Private equity wants you! Seriously, private equity firms are ramping up their efforts to attract (wealthy) individual investors into their fund offerings. Francesca Friday at The Information reports that private equity firms are poaching wealth management talent from the big banks to help their fund marketing efforts. Friday writes:

“Among the firms doing the poaching in the U.S. are Apollo Global Management, Blackstone, Ares Management, Brookfield, KKR, Carlyle, Coller Capital and Pantheon Ventures, according to the analysis. In Europe, Sweden’s EQT, Switzerland’s Partners Group and France’s Tikehau Capital have made key wealth management hires.”

So pretty much all the big firms. They know that complex, high fee funds are not going to sell themselves like index funds. Bruce Kelly at InvestmentNews wrote about how KKR is attempting to enter the mass affluent market. It almost sounds like they are doing the individual investor a favor. Kelly writes:

“Mass affluent individual investors historically have not had an easy way to access these types of products and strategies,” Larson [of KKR] said. “And so over the coming years, if we’re correct and you start to see allocations go from the low single digits to the mid-single digits, that literally is trillions of dollars that have the potential to move to alternative products.“

Trillions of dollars. 1% of a trillion dollars is $10 billion…a year in fees! To say nothing of the performance fees. Even Tony Robbins is getting into the act.

Nick Maggiulli at Of Dollars and Data took a look at Robbins’ new book The Holy Grail of Investing which sounds like a book-length advertisement for a range of alternative investments that can be purchased through affiliated firm. Maggiulli writes:

“Okay, so let me get this straight. According to Robbins, I need to own a set of uncorrelated investments like private credit, sports teams, etc. However, these uncorrelated investments are only found in private markets, which I, as a retail investor, don’t have access to. So what do I do?…Robbins is basically saying that if you want to be financially successful, you have to go through him. He is the gatekeeper to the Holy Grail of investing.”
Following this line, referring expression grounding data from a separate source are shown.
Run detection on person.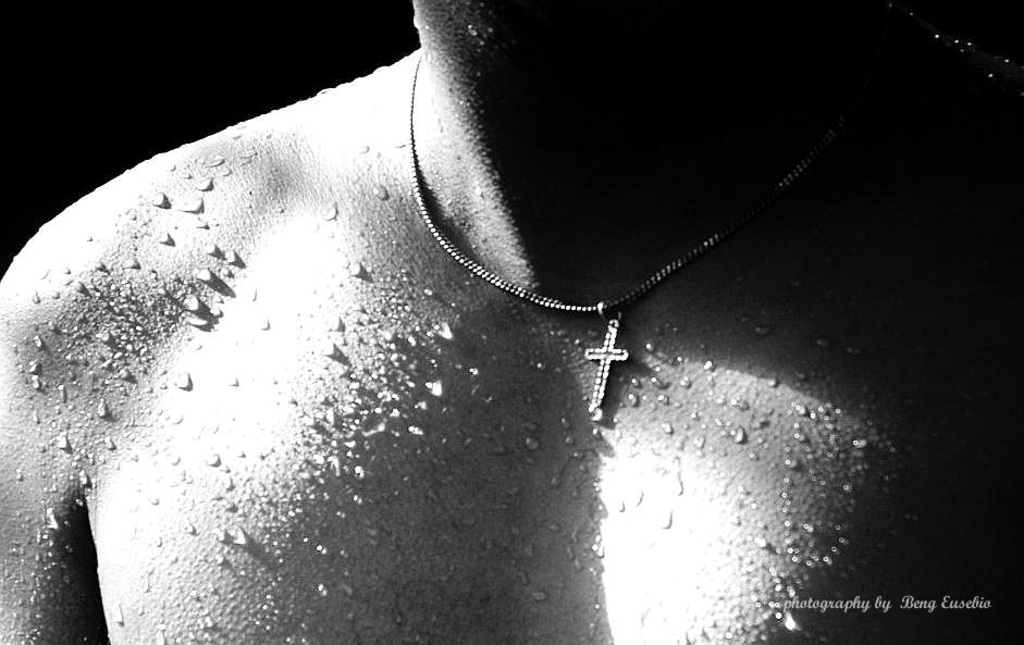
Result: [left=1, top=0, right=853, bottom=642].
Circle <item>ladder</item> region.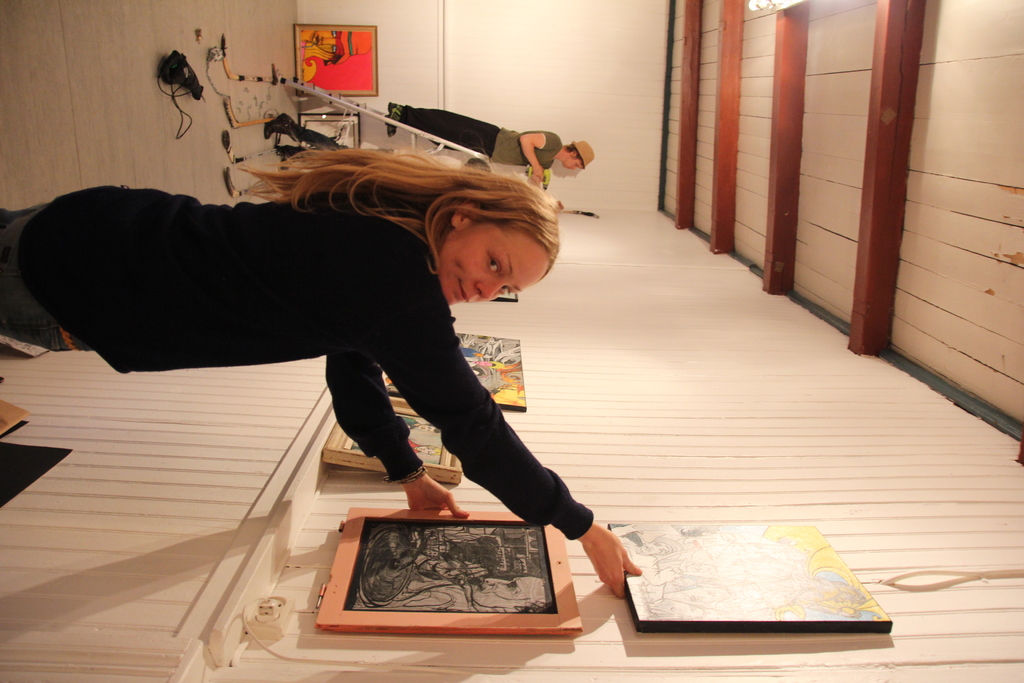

As the index fund takes over the traditional fund space, the private equity crowd is looking to generate fees in an another way. The big private equity fund firms are zeroing in on the individual investor for the long run, and don’t expect it to end any time soon. Again from The Information:

“We are in the earliest early days of this,” Apollo CEO Marc Rowan noted on a call to investors last week. “This is a $65 trillion market that ultimately has the potential for private markets investors such as ourselves and our peer group to be as large [as], if not larger than, our institutional market.”

There is no holy grail of investing. And even if there was, you should be wary of anyone trying to sell it to you with a multi-year lockup. Remember that when the private equity industry’s new hires come a calling.